19

Suppose I have several strings: str1 and str2 and str3.

  • How to find lines that have all the strings?
  • How to find lines that can have any of them?
  • And how to find lines that have str1 and either of str2 and str3 [but not both?]?

5 Answers 5

31

This looks like three questions. The easiest way to put these sorts of expressions together is with multiple pipes. There's no shame in that, particularly because a regular expression (using egrep) would be ungainly since you seem to imply you want order independence.

So, in order,

  1. grep str1 | grep str2 | grep str3

  2. egrep '(str1|str2|str3)'

  3. grep str1 | egrep '(str2|str3)'

you can do the "and" form in an order independent way using egrep, but I think you'll find it easier to remember to do order independent ands using piped greps and order independent or's using regular expressions.

Sign up to request clarification or add additional context in comments.

5 Comments

3 doesn't meet the "but not both" requirement, but that requirement is hard to meet. You'll need each side of the alternation to have a carefully crafted prefix and suffix excluding the other string from appearing anywhere else in the line.
@Michael E: the 'but not both' bit is in italics and has a question mark after it because when I edited the question, I wasn't sure what the asker was after. @Groundhog wrote his (good) answer before I refined/revised the question with a comment/amendment that should, perhaps, be removed.
OK, my comment is therefore no longer relevant. I'll leave it up though so that yours isn't out of context. I hadn't looked at the question's edit history.
@groundhog: did you consider fgrep at all?
@jonathan - I believe fgrep only works with a fixed parameter string, not a regular expression.
9

You can't reasonably do the "all" or "this plus either of those" cases because grep doesn't support lookahead. Use Perl. For the "any" case, it's egrep '(str1|str2|str3)' file.

The unreasonable way to do the "all" case is:

egrep '(str1.*str2.*str3|str3.*str1.*str2|str2.*str1.*str3|str1.*str3.*str2)' file

i.e. you build out the permutations. This is, of course, a ridiculous thing to do.

For the "this plus either of those", similarly:

egrep '(str1.*(str2|str3)|(str2|str3).*str1)' file

Comments

5

grep -E --color "string1|string2|string3...."

for example to find whether our system using AMD(svm) or Intel(vmx) processor and if it is 64bit(lm) lm stands for long mode- that means 64bit...

command example:

grep -E --color "lm|svm|vmx" /proc/cpuinfo

-E is must to find multiple strings

Comments

0

Following result with and condition.

grep -i string1 file_name | grep -i string2

Comments

-1

Personally, I do this in perl rather than trying to cobble together something with grep.

For instance, for the first one:

while (<FILE>)
{
   next if ! m/pattern1/;
   next if ! m/pattern2/;
   next if ! m/pattern3/;

   print $_;
}

8 Comments

-1: The question is not: what is the best tool to do that, but how do I do it with grep.
And the answer is "Don't do it with grep, you'll go mad trying"
@quosoo: among Unix programmers, "grep" can refer to either the grep program specifically, or the general problem of searching a body of text for strings or patterns. It's not clear which usage Tim intended, so I think Paul Tomblin's answer is on point.
Your perl answer isn't concise, as it can be done on the command line (using perl -pe '/expr/ && /expr/ && /expr/' and it doesn't answer the actual question either.
@paul: sorry, but "easy to understand" and "perl" are not linkable symbols.
|

Start asking to get answers

Find the answer to your question by asking.

Ask question

Explore related questions

See similar questions with these tags.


Your instructions
Please find all lines in the data that hold the string "branch" and copy them.

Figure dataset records
-------------------------

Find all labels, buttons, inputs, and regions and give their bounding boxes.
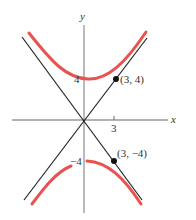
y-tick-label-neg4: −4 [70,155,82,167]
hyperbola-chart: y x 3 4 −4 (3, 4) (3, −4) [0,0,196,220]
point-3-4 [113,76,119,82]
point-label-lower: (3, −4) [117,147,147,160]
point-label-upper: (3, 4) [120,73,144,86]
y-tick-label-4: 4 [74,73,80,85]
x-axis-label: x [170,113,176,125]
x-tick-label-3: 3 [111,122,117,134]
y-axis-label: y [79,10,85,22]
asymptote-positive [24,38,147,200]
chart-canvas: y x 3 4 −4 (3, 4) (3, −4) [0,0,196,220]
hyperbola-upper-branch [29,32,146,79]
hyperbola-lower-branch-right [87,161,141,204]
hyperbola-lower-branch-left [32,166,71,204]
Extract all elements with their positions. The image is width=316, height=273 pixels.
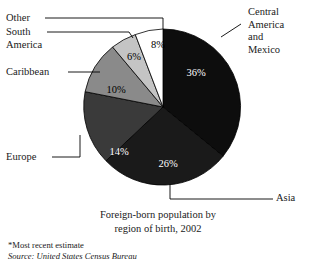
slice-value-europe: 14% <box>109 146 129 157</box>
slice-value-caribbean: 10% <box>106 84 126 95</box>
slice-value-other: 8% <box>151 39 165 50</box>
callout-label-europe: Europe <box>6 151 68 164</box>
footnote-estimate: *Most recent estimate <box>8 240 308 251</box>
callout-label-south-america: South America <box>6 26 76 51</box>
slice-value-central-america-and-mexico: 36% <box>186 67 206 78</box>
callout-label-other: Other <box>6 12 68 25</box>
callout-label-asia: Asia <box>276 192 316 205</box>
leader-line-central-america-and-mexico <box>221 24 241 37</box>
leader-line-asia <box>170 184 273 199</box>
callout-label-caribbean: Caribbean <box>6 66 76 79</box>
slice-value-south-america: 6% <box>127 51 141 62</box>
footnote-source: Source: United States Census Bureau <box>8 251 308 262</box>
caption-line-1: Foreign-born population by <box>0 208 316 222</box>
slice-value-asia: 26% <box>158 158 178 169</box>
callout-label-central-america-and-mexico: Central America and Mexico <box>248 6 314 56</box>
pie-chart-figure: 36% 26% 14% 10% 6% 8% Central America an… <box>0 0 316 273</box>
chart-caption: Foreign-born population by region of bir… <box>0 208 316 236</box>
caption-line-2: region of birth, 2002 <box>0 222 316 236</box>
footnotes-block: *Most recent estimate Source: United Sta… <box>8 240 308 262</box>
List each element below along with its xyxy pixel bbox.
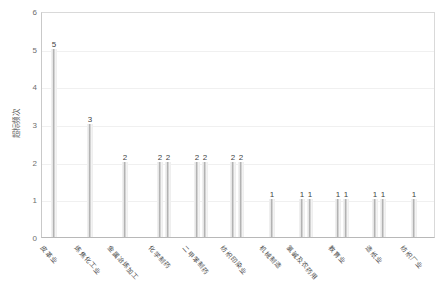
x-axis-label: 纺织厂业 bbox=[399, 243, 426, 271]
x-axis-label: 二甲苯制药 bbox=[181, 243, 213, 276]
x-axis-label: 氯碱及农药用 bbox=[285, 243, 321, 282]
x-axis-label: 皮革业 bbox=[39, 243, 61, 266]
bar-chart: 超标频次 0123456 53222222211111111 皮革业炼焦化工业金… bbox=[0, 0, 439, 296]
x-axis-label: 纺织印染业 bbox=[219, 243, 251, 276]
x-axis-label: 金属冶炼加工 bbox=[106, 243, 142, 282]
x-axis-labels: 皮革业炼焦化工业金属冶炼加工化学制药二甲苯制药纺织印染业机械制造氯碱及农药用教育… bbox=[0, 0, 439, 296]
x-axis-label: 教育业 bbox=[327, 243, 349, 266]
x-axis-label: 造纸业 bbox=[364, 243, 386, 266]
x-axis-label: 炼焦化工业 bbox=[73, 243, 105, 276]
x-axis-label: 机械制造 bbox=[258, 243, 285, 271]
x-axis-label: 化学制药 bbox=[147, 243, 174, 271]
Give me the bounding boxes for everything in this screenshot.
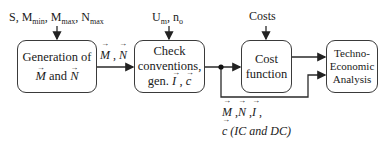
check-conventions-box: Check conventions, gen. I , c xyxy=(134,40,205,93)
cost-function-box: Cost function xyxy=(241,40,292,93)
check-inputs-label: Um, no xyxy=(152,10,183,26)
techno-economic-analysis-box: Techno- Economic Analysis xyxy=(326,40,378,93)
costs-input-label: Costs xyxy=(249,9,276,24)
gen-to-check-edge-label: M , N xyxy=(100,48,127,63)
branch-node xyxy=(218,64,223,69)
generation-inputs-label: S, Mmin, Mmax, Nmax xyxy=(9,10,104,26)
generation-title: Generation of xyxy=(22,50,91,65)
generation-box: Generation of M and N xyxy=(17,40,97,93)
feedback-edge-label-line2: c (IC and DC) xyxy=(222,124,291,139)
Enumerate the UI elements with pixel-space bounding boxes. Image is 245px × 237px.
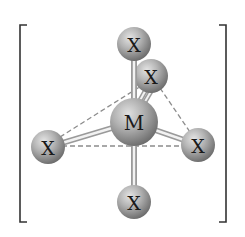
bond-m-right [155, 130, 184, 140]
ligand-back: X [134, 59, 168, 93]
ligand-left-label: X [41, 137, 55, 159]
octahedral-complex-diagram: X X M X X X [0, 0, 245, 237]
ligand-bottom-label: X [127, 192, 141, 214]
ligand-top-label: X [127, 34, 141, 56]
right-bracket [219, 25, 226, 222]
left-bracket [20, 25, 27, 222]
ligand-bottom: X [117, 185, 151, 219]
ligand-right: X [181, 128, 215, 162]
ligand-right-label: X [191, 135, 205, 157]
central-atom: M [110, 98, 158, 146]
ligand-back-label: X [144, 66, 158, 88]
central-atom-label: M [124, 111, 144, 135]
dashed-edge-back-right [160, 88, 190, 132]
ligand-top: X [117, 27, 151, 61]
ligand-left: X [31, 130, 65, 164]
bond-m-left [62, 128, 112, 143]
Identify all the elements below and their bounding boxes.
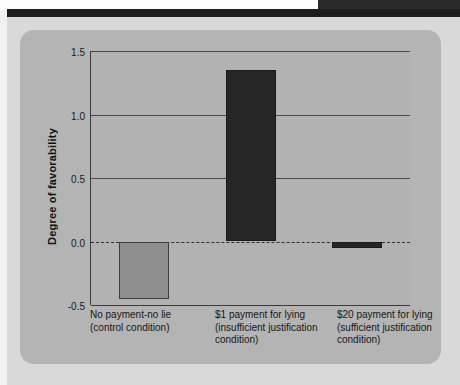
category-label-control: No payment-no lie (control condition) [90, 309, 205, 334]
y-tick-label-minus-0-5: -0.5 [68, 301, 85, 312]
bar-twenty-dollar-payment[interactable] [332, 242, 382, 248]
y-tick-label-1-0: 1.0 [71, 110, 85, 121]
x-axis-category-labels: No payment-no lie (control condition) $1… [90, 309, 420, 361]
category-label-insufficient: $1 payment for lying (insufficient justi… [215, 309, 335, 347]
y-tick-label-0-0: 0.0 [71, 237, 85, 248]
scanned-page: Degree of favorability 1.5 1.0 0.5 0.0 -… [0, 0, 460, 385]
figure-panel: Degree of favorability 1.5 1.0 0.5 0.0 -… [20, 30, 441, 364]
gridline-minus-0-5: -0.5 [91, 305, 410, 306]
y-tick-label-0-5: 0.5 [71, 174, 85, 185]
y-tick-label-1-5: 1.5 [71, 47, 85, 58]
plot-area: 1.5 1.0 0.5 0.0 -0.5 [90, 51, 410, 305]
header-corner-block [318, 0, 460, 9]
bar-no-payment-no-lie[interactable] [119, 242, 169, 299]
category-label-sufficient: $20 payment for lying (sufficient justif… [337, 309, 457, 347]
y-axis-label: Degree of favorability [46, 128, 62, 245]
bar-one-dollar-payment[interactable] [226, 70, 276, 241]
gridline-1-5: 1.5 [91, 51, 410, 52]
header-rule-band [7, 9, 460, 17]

-------------------------

Written solution
hyperbola-upper-branch [29,32,146,79]
hyperbola-lower-branch-right [87,161,141,204]
hyperbola-lower-branch-left [32,166,71,204]
branch-node xyxy=(218,64,223,69)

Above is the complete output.